Calls for rescue have so overwhelmed emergency teams that they have had little time to search for bodies, and officials acknowledge that fatalities could soar once the floodwaters start to recede from one of America’s most sprawling metropolitan centres.

More than four days after the storm ravaged the Texas coastline as a Category 4 hurricane, authorities had confirmed only three deaths – including a woman killed when heavy rains dislodged a large tree on to her trailer home in the small town of Porter.

“We know in these kinds of events that, sadly, the death toll goes up, historically,” Houston Police Chief Art Acevedo said. “I’m really worried about how many bodies we’re going to find.”

One Houston woman said she presumes six members of a family, including four of her grandchildren, died after their van sank into Greens Bayou in East Houston.

Virginia Saldivar said her brother-in-law was driving the van when a strong current took the vehicle off a bridge and into the bayou.
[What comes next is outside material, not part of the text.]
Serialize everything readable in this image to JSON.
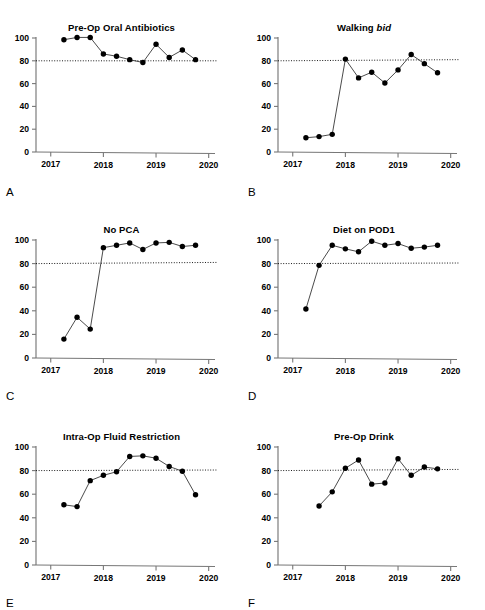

The driver got out and urged the children to escape through the back door, Ms Saldivar said, but they could not.

“I’m just hoping we find the bodies,” she added.

A spokeswoman for a Houston hotel said one of its employees disappeared while helping about 100 guests and workers evacuate the building.

The disaster is unfolding on an epic scale, with the nation’s fourth-largest city mostly paralysed by the storm that parked itself over the Gulf Coast. With nearly 2ft more of rain expected on top of the 30in that has fallen so far in some places, authorities worried the worst might be yet to come.

The Houston metro area covers about 10,000 square miles, and is crisscrossed by about 1,700 miles of channels, creeks and bayous that drain into the Gulf of Mexico, about 50 miles to the south east.

Forecasters expect the storm to linger over the Gulf before heading back inland east of Houston some time on Wednesday. The system will then head north and lose its tropical strength.

Rescuers continued plucking people from inundated Houston neighbourhoods. Mayor Turner put the number saved by police at more than 3,000, while the Coast Guard said it had also rescued more than 3,000 by boat and air and was taking more than 1,000 calls per hour.

Nearly 6,000 inmates displaced by flooding have been moved from prisons in the Houston area to other facilities in south and east Texas, according to the state Department of Criminal Justice.

A mandatory evacuation was ordered for the low-lying Houston suburb of Dickinson, home to 20,000, and questions swirled in Houston itself about why the mayor did not issue a similar evacuation order.

Mr Turner has inisisted that a mass evacuation of millions of people by car was a greater risk than enduring the storm.

A home is surrounded by floodwaters (David J Phillip/AP)
A home is surrounded by floodwaters (David J Phillip/AP)

By Tuesday morning, more than 9,000 people were at the city’s largest shelter set up at the George R Brown Convention Centre — which originally had an estimated capacity of 5,000.

The Red Cross said volunteers made more space in part by pushing some camp beds closer together. A shortage of beds means some people will have to sleep on chairs or the floor.

Before the storm is gone, up to 20in more rain could fall, the National Weather Service said, meaning the flooding will get worse in the days ahead and the water will be slow to recede once Harvey finally moves on.